Two sets of gold royal regalia, which may have been crafted during the reign of Angkorian King Jayavarman VII, were donated to the National Museum of Cambodia by a private collector Friday.
Douglas Latchford, a Bangkok-based collector of Khmer art, handed over the two gold-and-crystal sets during a ceremony at the museum presided over by Cabinet Minister Sok An.
“I’ve been coming to Cambodia for the last 48 years and I have never seen much gold in [the museum’s] collection,” the 76-year-old British collector said before the ceremony Friday. “I have been collecting gold for a number of years and I felt that it would be a good thing—a nice thing—if the museum had some gold which it could display. The most significant pieces that I had were these two sets.”
The king’s set consists of a crown, a pair of ear pendants, a pectoral, a chest-cross chain, and arm and wristbands. The queen’s set includes a hair cover, a pectoral, an armlet and a chest-cross chain.

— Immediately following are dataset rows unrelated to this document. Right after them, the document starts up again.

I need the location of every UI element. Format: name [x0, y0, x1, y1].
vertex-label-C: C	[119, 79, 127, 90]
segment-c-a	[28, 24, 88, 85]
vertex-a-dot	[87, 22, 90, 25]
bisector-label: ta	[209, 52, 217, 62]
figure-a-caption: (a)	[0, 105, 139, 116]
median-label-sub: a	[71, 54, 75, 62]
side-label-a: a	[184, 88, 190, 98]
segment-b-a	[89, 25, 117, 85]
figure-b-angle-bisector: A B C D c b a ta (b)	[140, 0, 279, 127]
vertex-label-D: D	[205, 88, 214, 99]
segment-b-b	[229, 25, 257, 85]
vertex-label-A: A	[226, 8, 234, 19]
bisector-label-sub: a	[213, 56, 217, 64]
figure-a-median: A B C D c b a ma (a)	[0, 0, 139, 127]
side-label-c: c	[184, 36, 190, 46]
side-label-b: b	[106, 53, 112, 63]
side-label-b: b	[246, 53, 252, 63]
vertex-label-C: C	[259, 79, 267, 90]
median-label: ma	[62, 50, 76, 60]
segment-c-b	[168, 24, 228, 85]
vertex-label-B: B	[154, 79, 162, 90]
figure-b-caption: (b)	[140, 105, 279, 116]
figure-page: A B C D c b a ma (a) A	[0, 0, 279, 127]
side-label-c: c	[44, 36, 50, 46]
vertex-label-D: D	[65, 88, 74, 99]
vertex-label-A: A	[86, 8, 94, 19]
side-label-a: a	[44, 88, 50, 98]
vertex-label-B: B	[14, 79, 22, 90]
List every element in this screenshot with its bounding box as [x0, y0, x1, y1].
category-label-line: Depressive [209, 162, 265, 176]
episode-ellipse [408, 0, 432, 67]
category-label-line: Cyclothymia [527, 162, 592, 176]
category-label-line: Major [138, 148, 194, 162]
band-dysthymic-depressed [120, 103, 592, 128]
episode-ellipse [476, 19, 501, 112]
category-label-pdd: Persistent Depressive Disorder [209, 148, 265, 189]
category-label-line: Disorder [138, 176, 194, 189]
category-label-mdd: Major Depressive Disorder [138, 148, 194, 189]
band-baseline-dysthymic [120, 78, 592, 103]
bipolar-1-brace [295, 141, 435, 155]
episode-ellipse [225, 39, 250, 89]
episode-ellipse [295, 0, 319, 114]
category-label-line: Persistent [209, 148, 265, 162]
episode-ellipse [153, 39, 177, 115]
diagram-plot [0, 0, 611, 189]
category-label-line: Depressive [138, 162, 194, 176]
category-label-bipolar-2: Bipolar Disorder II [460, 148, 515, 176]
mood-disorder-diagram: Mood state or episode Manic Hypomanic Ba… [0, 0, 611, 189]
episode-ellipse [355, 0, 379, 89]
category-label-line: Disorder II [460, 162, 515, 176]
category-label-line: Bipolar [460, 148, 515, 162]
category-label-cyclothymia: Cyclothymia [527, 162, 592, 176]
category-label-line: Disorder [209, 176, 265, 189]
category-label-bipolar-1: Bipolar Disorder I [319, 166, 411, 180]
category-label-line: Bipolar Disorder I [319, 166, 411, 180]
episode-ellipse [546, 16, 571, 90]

“This [donation] is extraordinary,” Museum Director Hab Touch said Friday as he was getting the three-dimensional display case ready. “These outstanding pieces,” he said, “are very important in terms of historical value and the identity of Cambodia.”

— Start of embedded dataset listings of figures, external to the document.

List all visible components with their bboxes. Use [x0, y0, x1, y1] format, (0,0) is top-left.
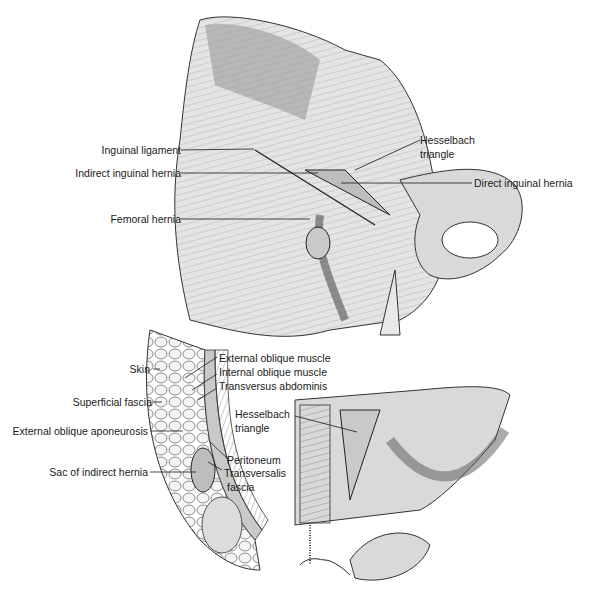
label-inguinal-ligament: Inguinal ligament	[102, 144, 181, 156]
label-indirect-inguinal-hernia: Indirect inguinal hernia	[75, 167, 181, 179]
label-internal-oblique-muscle: Internal oblique muscle	[219, 366, 327, 378]
label-external-oblique-aponeurosis: External oblique aponeurosis	[13, 425, 148, 437]
label-hesselbach-bottom-line2: triangle	[235, 422, 269, 434]
laparoscopic-view-drawing	[295, 387, 510, 580]
label-external-oblique-muscle: External oblique muscle	[219, 352, 330, 364]
anatomy-illustration	[0, 0, 593, 598]
label-skin: Skin	[130, 363, 150, 375]
label-femoral-hernia: Femoral hernia	[110, 213, 181, 225]
label-sac-of-indirect-hernia: Sac of indirect hernia	[49, 466, 148, 478]
label-transversalis-fascia-line1: Transversalis	[224, 467, 286, 479]
label-transversalis-fascia-line2: fascia	[227, 481, 254, 493]
label-hesselbach-top-line1: Hesselbach	[420, 134, 475, 146]
label-superficial-fascia: Superficial fascia	[73, 396, 152, 408]
label-direct-inguinal-hernia: Direct inguinal hernia	[474, 177, 573, 189]
top-anatomy-drawing	[175, 17, 522, 336]
label-transversus-abdominis: Transversus abdominis	[219, 380, 327, 392]
label-hesselbach-top-line2: triangle	[420, 148, 454, 160]
label-peritoneum: Peritoneum	[227, 454, 281, 466]
label-hesselbach-bottom-line1: Hesselbach	[235, 408, 290, 420]
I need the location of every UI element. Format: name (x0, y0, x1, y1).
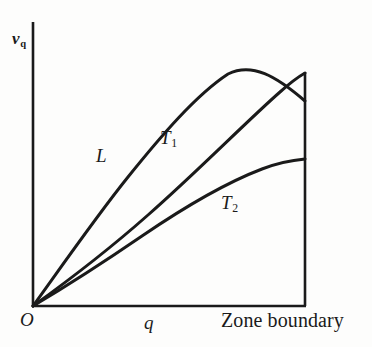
curve-label-t1-subscript: 1 (171, 137, 178, 150)
y-axis-label-base: v (12, 29, 20, 48)
curve-label-t1-base: T (160, 127, 171, 148)
curve-T2 (33, 159, 305, 306)
curve-label-t2-subscript: 2 (232, 202, 239, 215)
plot-svg (0, 0, 372, 347)
curve-label-t2-base: T (221, 192, 232, 213)
origin-label: O (20, 310, 34, 329)
zone-boundary-label: Zone boundary (221, 310, 344, 330)
curve-label-L-base: L (96, 145, 107, 166)
figure-container: vq L T1 T2 O q Zone boundary (0, 0, 372, 347)
curve-T1 (33, 73, 305, 306)
x-axis-label: q (144, 313, 154, 332)
curve-label-t2: T2 (221, 193, 238, 212)
curve-label-L: L (96, 146, 107, 165)
y-axis-label: vq (12, 30, 26, 47)
y-axis-label-subscript: q (20, 38, 26, 49)
curve-label-t1: T1 (160, 128, 177, 147)
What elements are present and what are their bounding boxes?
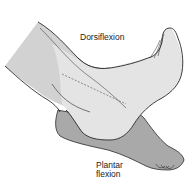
dorsiflexion-label: Dorsiflexion <box>80 33 124 42</box>
ankle-illustration <box>0 0 194 185</box>
plantar-flexion-label-line2: flexion <box>96 170 123 179</box>
plantar-flexion-label: Plantar flexion <box>96 161 123 179</box>
ankle-motion-diagram: Dorsiflexion Plantar flexion <box>0 0 194 185</box>
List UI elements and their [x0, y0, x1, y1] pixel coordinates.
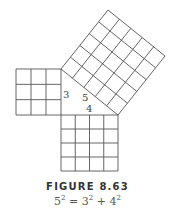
square-a-grid	[16, 69, 61, 115]
equals: =	[66, 195, 82, 208]
side-label-a: 3	[63, 89, 69, 100]
formula: 52 = 32 + 42	[0, 194, 175, 208]
side-label-b: 4	[86, 103, 92, 114]
side-label-c: 5	[82, 92, 88, 103]
square-c-grid	[61, 10, 165, 115]
figure-label: FIGURE 8.63	[0, 181, 175, 192]
formula-a: 3	[82, 195, 89, 208]
plus: +	[93, 195, 109, 208]
square-b-grid	[61, 115, 118, 171]
exp: 2	[116, 194, 120, 202]
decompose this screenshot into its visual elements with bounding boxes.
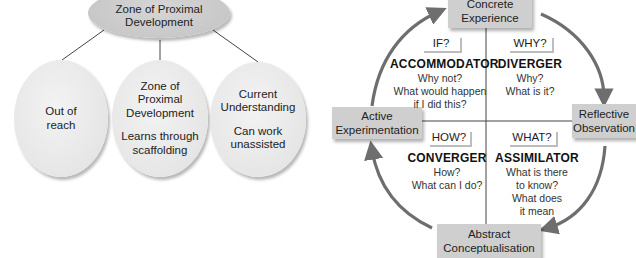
node-title-line: Understanding (221, 101, 296, 115)
description-line: Why not? (390, 72, 490, 85)
root-line1: Zone of Proximal (116, 3, 203, 17)
zpd-node-current-understanding: Current Understanding Can work unassiste… (210, 62, 306, 177)
stage-line: Experience (448, 11, 532, 25)
stage-line: Reflective (572, 107, 636, 121)
stage-reflective-observation: Reflective Observation (572, 104, 636, 138)
node-subtitle-line: Learns through (121, 130, 198, 144)
node-title-line: Proximal (138, 93, 183, 107)
style-accommodator: ACCOMMODATOR (390, 57, 490, 71)
description-line: What does (492, 192, 582, 205)
stage-line: Conceptualisation (437, 241, 541, 255)
converger-description: How? What can I do? (406, 166, 488, 192)
description-line: What is it? (495, 85, 565, 98)
node-subtitle-line: scaffolding (133, 144, 188, 158)
description-line: How? (406, 166, 488, 179)
node-title-line: Out of (45, 105, 76, 119)
description-line: What would happen (390, 85, 490, 98)
stage-line: Abstract (437, 227, 541, 241)
node-title-line: Development (126, 107, 194, 121)
stage-line: Experimentation (332, 123, 422, 137)
node-title-line: reach (47, 119, 76, 133)
stage-line: Active (332, 109, 422, 123)
question-label-what: WHAT? (508, 130, 556, 145)
question-label-why: WHY? (508, 36, 552, 51)
description-line: it mean (492, 205, 582, 218)
node-title-line: Zone of (141, 80, 180, 94)
description-line: Why? (495, 72, 565, 85)
style-converger: CONVERGER (406, 151, 488, 165)
stage-active-experimentation: Active Experimentation (332, 107, 422, 139)
stage-abstract-conceptualisation: Abstract Conceptualisation (437, 224, 541, 258)
style-diverger: DIVERGER (495, 57, 565, 71)
root-line2: Development (125, 16, 193, 30)
node-subtitle-line: unassisted (231, 138, 286, 152)
node-subtitle-line: Can work (234, 125, 283, 139)
zpd-node-out-of-reach: Out of reach (14, 60, 108, 177)
description-line: What can I do? (406, 179, 488, 192)
stage-line: Observation (572, 121, 636, 135)
node-title-line: Current (239, 88, 277, 102)
zpd-node-proximal: Zone of Proximal Development Learns thro… (112, 60, 208, 177)
stage-concrete-experience: Concrete Experience (448, 0, 532, 28)
description-line: to know? (492, 179, 582, 192)
question-label-how: HOW? (428, 130, 470, 145)
assimilator-description: What is there to know? What does it mean (492, 166, 582, 218)
accommodator-description: Why not? What would happen if I did this… (390, 72, 490, 111)
stage-line: Concrete (448, 0, 532, 11)
question-label-if: IF? (422, 36, 460, 51)
style-assimilator: ASSIMILATOR (492, 151, 582, 165)
description-line: What is there (492, 166, 582, 179)
description-line: if I did this? (390, 98, 490, 111)
diverger-description: Why? What is it? (495, 72, 565, 98)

“I hope that others will consider returning such important pieces to Cambodia,” he added.
The sets are believed to date from the 12th or 13th centuries because similar ornaments can be seen on royal figures sculpted on the walls of the Bayon and other Angkorian temples of that era, which may put them from the reign of King Jayavarman VII, Hab Touch said.

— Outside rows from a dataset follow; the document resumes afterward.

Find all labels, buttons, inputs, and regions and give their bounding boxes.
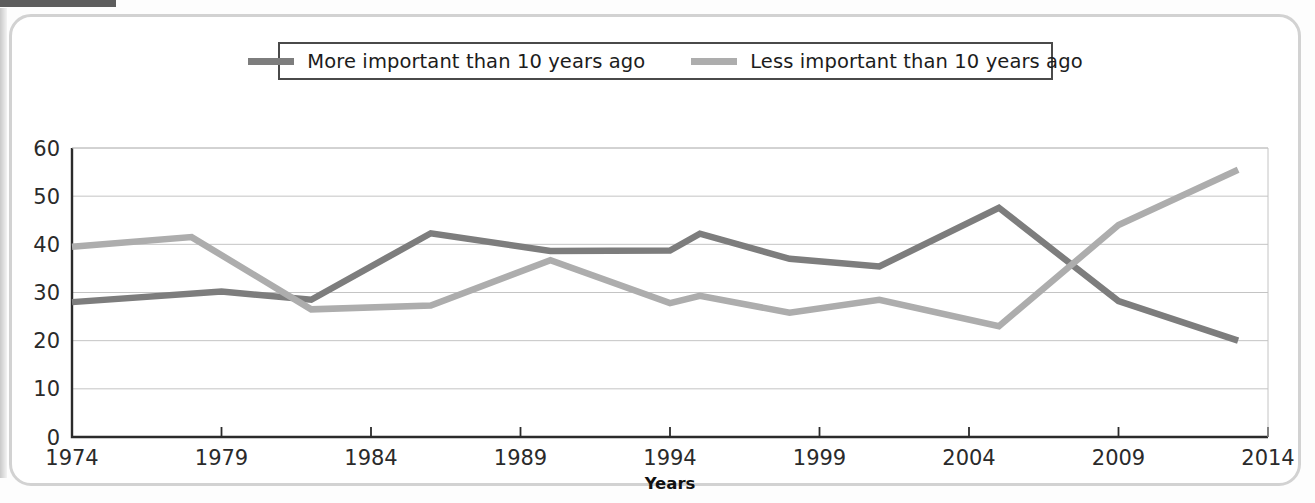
legend-item-more-important[interactable]: More important than 10 years ago bbox=[248, 50, 645, 73]
legend-swatch-more-important-icon bbox=[248, 58, 294, 65]
y-tick-label-10: 10 bbox=[33, 377, 60, 401]
legend-label-more-important: More important than 10 years ago bbox=[307, 50, 645, 73]
x-tick-label-2014: 2014 bbox=[1241, 446, 1294, 470]
y-tick-label-60: 60 bbox=[33, 137, 60, 161]
x-tick-label-1994: 1994 bbox=[643, 446, 696, 470]
gridlines bbox=[72, 148, 1268, 389]
x-tick-label-1989: 1989 bbox=[494, 446, 547, 470]
x-tick-label-1979: 1979 bbox=[195, 446, 248, 470]
y-tick-label-30: 30 bbox=[33, 281, 60, 305]
x-tick-label-1999: 1999 bbox=[793, 446, 846, 470]
legend-label-less-important: Less important than 10 years ago bbox=[750, 50, 1082, 73]
y-tick-label-20: 20 bbox=[33, 329, 60, 353]
legend-item-less-important[interactable]: Less important than 10 years ago bbox=[691, 50, 1082, 73]
legend-swatch-less-important-icon bbox=[691, 58, 737, 65]
x-tick-label-2009: 2009 bbox=[1092, 446, 1145, 470]
x-tick-label-2004: 2004 bbox=[942, 446, 995, 470]
x-tick-label-1974: 1974 bbox=[45, 446, 98, 470]
x-axis-title: Years bbox=[644, 474, 696, 493]
data-series-lines bbox=[72, 170, 1238, 341]
scanned-page: 0102030405060 19741979198419891994199920… bbox=[0, 0, 1315, 503]
chart-legend: More important than 10 years ago Less im… bbox=[278, 42, 1053, 80]
y-tick-label-40: 40 bbox=[33, 233, 60, 257]
x-tick-label-1984: 1984 bbox=[344, 446, 397, 470]
y-tick-label-50: 50 bbox=[33, 185, 60, 209]
x-axis-tick-labels: 197419791984198919941999200420092014 bbox=[45, 446, 1294, 470]
y-axis-tick-labels: 0102030405060 bbox=[33, 137, 60, 450]
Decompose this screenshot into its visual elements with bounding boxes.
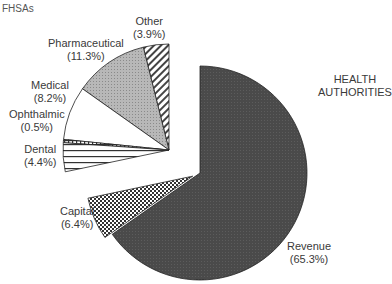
ha-title-line2: AUTHORITIES (318, 86, 392, 99)
label-medical: Medical (8.2%) (31, 79, 69, 105)
label-pharma-pct: (11.3%) (48, 50, 124, 63)
label-medical-pct: (8.2%) (31, 92, 69, 105)
fhsas-title: FHSAs (2, 3, 34, 14)
label-dental-pct: (4.4%) (24, 156, 56, 169)
ha-title-line1: HEALTH (318, 73, 392, 86)
label-medical-name: Medical (31, 79, 69, 92)
health-authorities-title: HEALTH AUTHORITIES (318, 73, 392, 99)
label-pharmaceutical: Pharmaceutical (11.3%) (48, 37, 124, 63)
label-revenue-name: Revenue (287, 240, 331, 253)
label-capital: Capital (6.4%) (60, 205, 94, 231)
label-other: Other (3.9%) (133, 15, 165, 41)
fhsas-pie (63, 44, 169, 172)
label-pharma-name: Pharmaceutical (48, 37, 124, 50)
label-dental-name: Dental (24, 143, 56, 156)
label-revenue-pct: (65.3%) (287, 253, 331, 266)
label-ophthalmic-name: Ophthalmic (9, 108, 65, 121)
label-other-name: Other (133, 15, 165, 28)
label-capital-name: Capital (60, 205, 94, 218)
label-other-pct: (3.9%) (133, 28, 165, 41)
label-revenue: Revenue (65.3%) (287, 240, 331, 266)
label-dental: Dental (4.4%) (24, 143, 56, 169)
label-ophthalmic-pct: (0.5%) (9, 121, 65, 134)
label-capital-pct: (6.4%) (60, 218, 94, 231)
label-ophthalmic: Ophthalmic (0.5%) (9, 108, 65, 134)
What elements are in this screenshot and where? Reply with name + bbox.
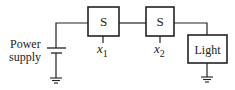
wire-s2-to-light [174,23,207,35]
switch2-input-label: x2 [153,41,165,59]
circuit-diagram: S S Light x1 x2 Power supply [0,0,235,90]
switch2-input-subscript: 2 [160,48,165,59]
light-label: Light [195,43,222,57]
wire-supply-to-s1 [56,23,88,48]
ground-icon-supply [50,78,62,83]
battery-icon [47,48,66,53]
switch2-label: S [156,14,163,29]
power-supply-label-line1: Power [10,37,41,51]
power-supply-label-line2: supply [9,50,41,64]
ground-icon-light [201,77,213,82]
switch1-input-subscript: 1 [103,48,108,59]
switch1-label: S [100,14,107,29]
switch1-input-label: x1 [96,41,108,59]
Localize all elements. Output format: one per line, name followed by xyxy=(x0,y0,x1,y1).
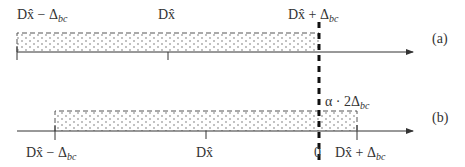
panel-a xyxy=(17,33,413,60)
label-a-center: Dx̂ xyxy=(158,8,175,22)
diagram-canvas xyxy=(0,0,465,167)
panel-label-b: (b) xyxy=(432,110,448,126)
panel-label-a: (a) xyxy=(432,31,448,47)
panel-b xyxy=(17,111,413,140)
annotation-alpha: α · 2Δbc xyxy=(325,95,369,111)
label-b-left: Dx̂ − Δbc xyxy=(26,146,76,162)
label-a-left: Dx̂ − Δbc xyxy=(17,8,67,24)
label-a-right: Dx̂ + Δbc xyxy=(288,8,338,24)
interval-box-b xyxy=(55,111,357,131)
label-b-center: Dx̂ xyxy=(196,146,213,160)
label-b-right: Dx̂ + Δbc xyxy=(335,146,385,162)
interval-box-a xyxy=(17,33,319,52)
label-b-zero: 0 xyxy=(314,146,321,160)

So far, the museum’s gold artifacts have been limited to Buddhist images on gold leaves, he said. Prior to the 1970s, its collection had included artifacts of gold and precious stones, which seemed to have disappeared during that decade of turmoil, Hab Touch said.
As a result, he said, few Cambodians have ever seen pre-Angkorian or Angkorian gold objects.
While researching the book “Khmer Gold, Gifts for the Gods” released last week, Latchford, who co-authored the book with researcher Emma Bunker, discovered that most of the very few pieces of Angkorian gold in existence are in private collections.
Many of those pieces, including the two sets he donated to the museum, were found 20 to 30 years ago by farmers plowing fields or people using metal detectors, he said.
“Generally, Khmer gold is found, not buried in the ground by itself, but intentionally wrapped and put in a container,” Latchford said. “The Khmers did not bury jewelry with their dead. I think the concept is that, as with the bronzes, gold was put away because it was special and expensive.”
In times of war and conflict, they would carefully bury the gold objects in the hope of recovering them when peace would return, he said.